Friday, September 21, 2007

Dreams of Ivory; "Never" as Second Best

The thing about remembered opportunity, even missed, is that it remains opportunity. One forgets that unrealized potential is the only kind there is--full of hope, still available for a daydream or two.

Harsh lesson today. Beside the trite "nothing ventured, nothing gained," I need to mount a reminder from the classics:

Dreams surely are difficult, confusing, and not everything in them is brought to pass for mankind. For fleeting dreams have two gates: one is fashioned of horn and one of ivory. Those which pass through the one of sawn ivory are deceptive, bringing tidings which come to nought, but those which issue from the one of polished horn bring true results when a mortal sees them.
--- Homer (800 BC - 700 BC), The Odyssey
I had a moment, frozen in time, that brought me smiles now and then, just to think of it, just to remember. It was like the rose beneath the glass dome in Beauty and the Beast, except that it never lost a petal. Tonight I lifted that dome. Bad call. The rose did more than wilt before my eyes.

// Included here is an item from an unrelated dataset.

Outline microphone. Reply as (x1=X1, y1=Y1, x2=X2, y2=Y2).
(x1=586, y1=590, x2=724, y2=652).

It somehow turned away, quite intentionally, leaving nothing but thorns faced my way.

If I had even thought that a possibility, I would simply have left it alone. I could have gone to my grave with more joy from the remembered potential than regret at never having acted. Reality robbed even the memory of its enchantment.

So, "now or never" has new meaning to me. Once the focus was all on now, a prod to action in the moment. Henceforth, the never will be equally laden, a reminder that, now having passed, never is a good second best, for some dreams won't bear assaying.